According to a 2019 paper from two U.S. academies, China does appear to be experimenting with at least the idea of techniques behind gene editing, militarized exoskeletons, and human-to-machine collaboration.
Elsa Kania, one of the paper’s authors and a senior fellow at the Center for a New American Security, was skeptical about Ratcliffe’s comments that China is actively altering the DNA of its military members in order to create advanced super soldiers.
“It’s important to understand what the Chinese military is discussing and aspiring to actualize, but also to recognize the distance between those ambitions to the reality of where technology is at this moment,” Kania told BBC News. “Even though militaries around the world may have quite a lot of interest in the possibility of super soldiers … at the end of the day, what is feasible within science does impose a constraint on any actor that is trying to try to push the frontiers.”
It would appear that, at least for now, turning a person into a super soldier is outside of the realm of possibility.
But how about if we created a super soldier from birth?

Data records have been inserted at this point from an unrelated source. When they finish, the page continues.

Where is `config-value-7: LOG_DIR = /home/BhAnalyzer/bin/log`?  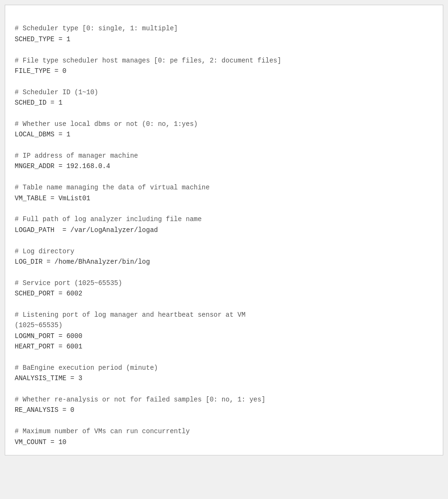
config-value-7: LOG_DIR = /home/BhAnalyzer/bin/log is located at coordinates (82, 262).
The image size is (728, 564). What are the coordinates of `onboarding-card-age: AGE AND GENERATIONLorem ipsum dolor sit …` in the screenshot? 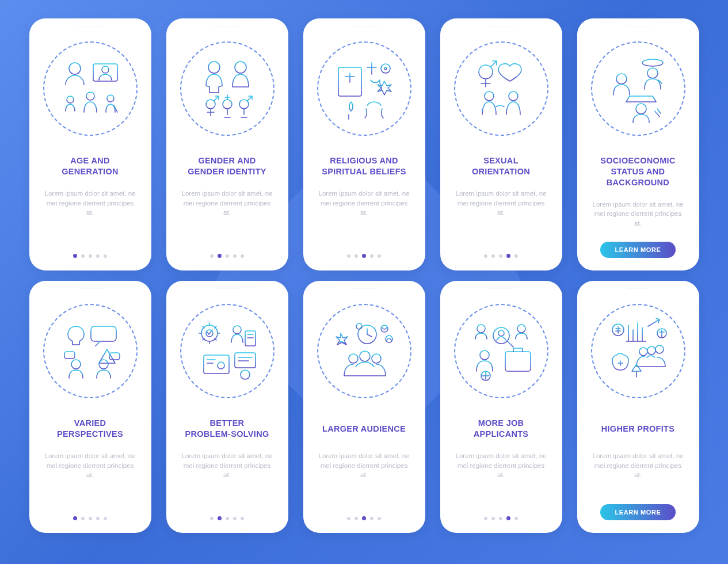 It's located at (90, 144).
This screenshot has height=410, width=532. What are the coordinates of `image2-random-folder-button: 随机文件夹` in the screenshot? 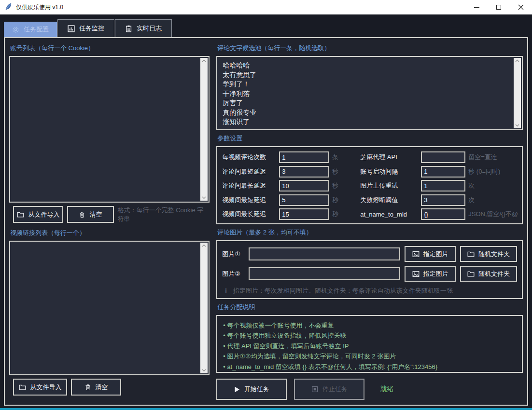 It's located at (489, 274).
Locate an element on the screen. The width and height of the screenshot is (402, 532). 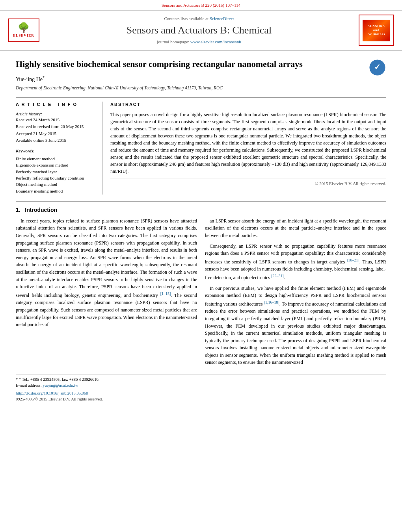
copyright-line: © 2015 Elsevier B.V. All rights reserved… is located at coordinates (248, 182).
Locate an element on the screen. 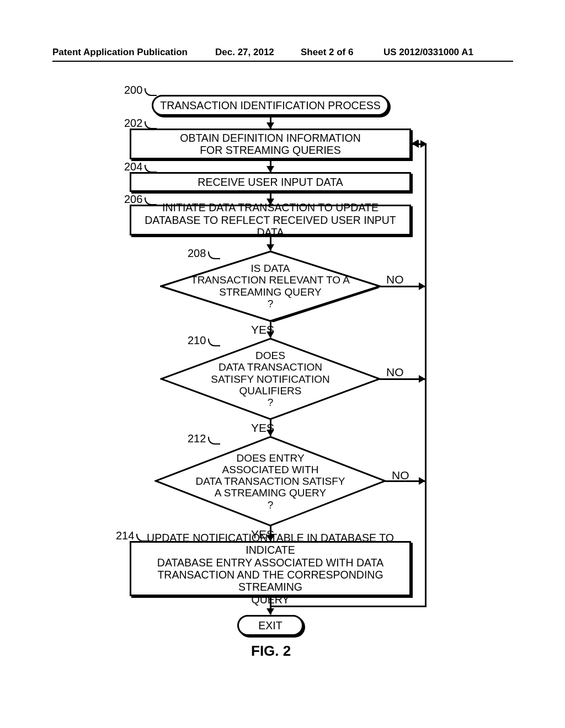 This screenshot has height=728, width=565. process-214-text: UPDATE NOTIFICATION TABLE IN DATABASE TO… is located at coordinates (270, 569).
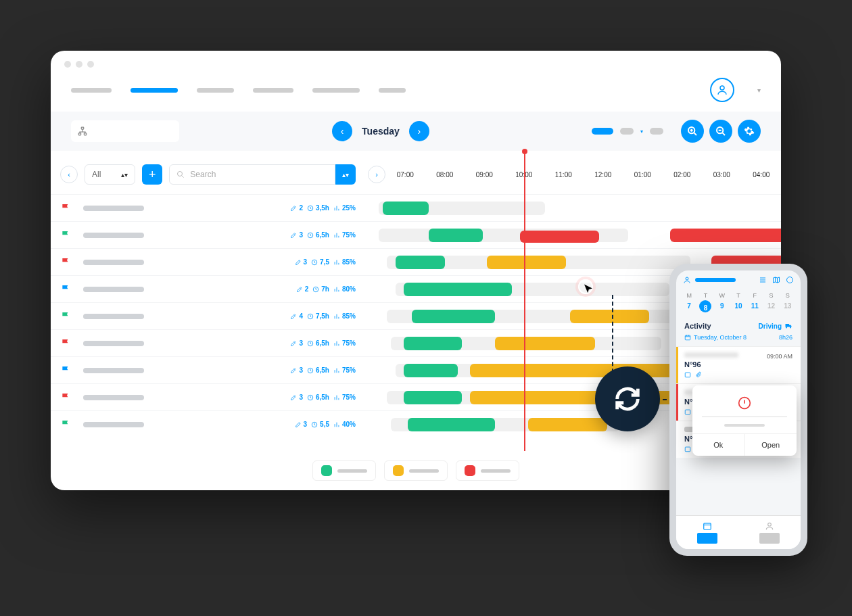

Altering the DNA of a fetus is no longer something out of science fiction.
In 2018, for example, a Chinese scientist successfully altered the DNA in the embryo of twin girls to make them immune to HIV.
Could this method of DNA alteration be used to create a super soldier?
According to Dr. Helen O’Neill, a molecular geneticist from University College London, the question comes down to ethics rather than ability.
“The technologies — of genome editing and its combination with assisted reproduction — are becoming routine practices in transgenics and agriculture,” she told BBC News. “It’s just the combination of the two for human use that is seen as unethical at the moment.”